The political economist, laughing quietly, talked about the skill of humanity in forging banknotes. Imitation ink, specially prepared paper … he still remembered how, as a child, he had once forged his father’s signature on a ‘blue letter’ — one of those informing his parents that his work was not up to scratch, which had to be signed by a parent to show that it had been received. The signature had been accepted and no one had noticed anything wrong. And he was still alive to tell the tale. He had passed his final school examination, the Abitur, he had studied at university, all with great success. Sometimes he thought that perhaps some day he would be disgraced, just for forging his father’s signature as a child.

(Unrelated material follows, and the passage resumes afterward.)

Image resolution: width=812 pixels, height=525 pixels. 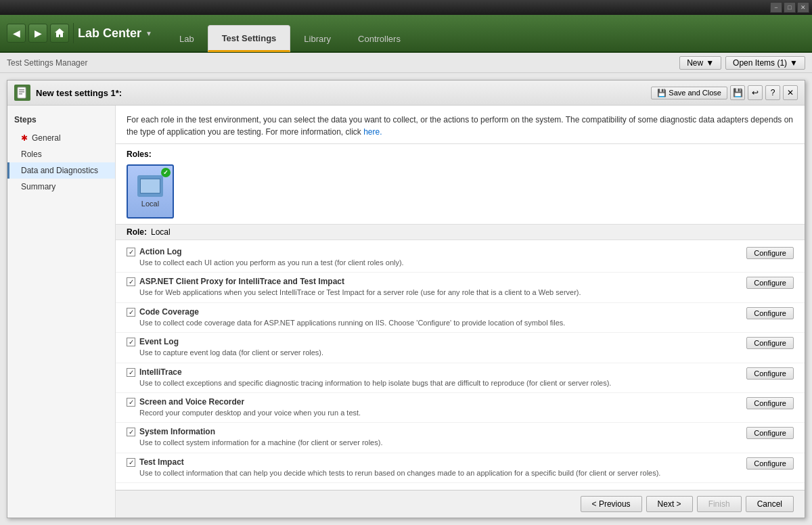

It was a crazy notion of his father’s for him to become a political economist. ‘I ought to have been a cabinet-maker. Or a wood-turner … or something of that sort.’
Now he had put all the stamps in the envelope. What should he do with the empty album? It had an eagle with wings spread wide on the front cover. Put it on the fire? He went over to the hearth and looked at the logs that were crackling as they gave off their warmth.
He placed the empty album on top of them, and watched as the eagle slowly caught fire and then sank into ashes. Watching it disappear, like the Germany of the good old days.
After that, he put the envelope full of stamps in his briefcase, and said, ‘Well, then …’
He had a great many banknotes in his briefcase.
The political economist prepared to leave, but they urged him to stay. Was he going away through the dark at this hour? Out of the question, they were not going to push him out into the darkness and the cold. The wind was howling round the house. And somewhere or other a solitary aeroplane could be heard. He could easily spend the night here on the sofa, they told him. That was only ordinary hospitality. How many people had spent a night in this house already? Or there was Elfie’s room up on the first floor? But that was cold as ice just now.
Peter asked Herr Schünemann whether he could swing himself through the hall on his crutches — ‘You must say Dr Schünemann, Peter,’ said Auntie, ‘ Dr Schünemann.’ Then the gentleman made himself comfortable on the sofa. Katharina brought blankets for him, and pillows that he put under his head. The family stood around, asking whether he felt comfortable, and was there anything else that he needed? They said goodnight, and when he was alone at last the man wrapped himself in the blankets, and watched the fire on the hearth slowly dying down.
Was there a shop in Mitkau, he had asked, selling stamps to collectors? Yes, said Auntie, so far as she knew.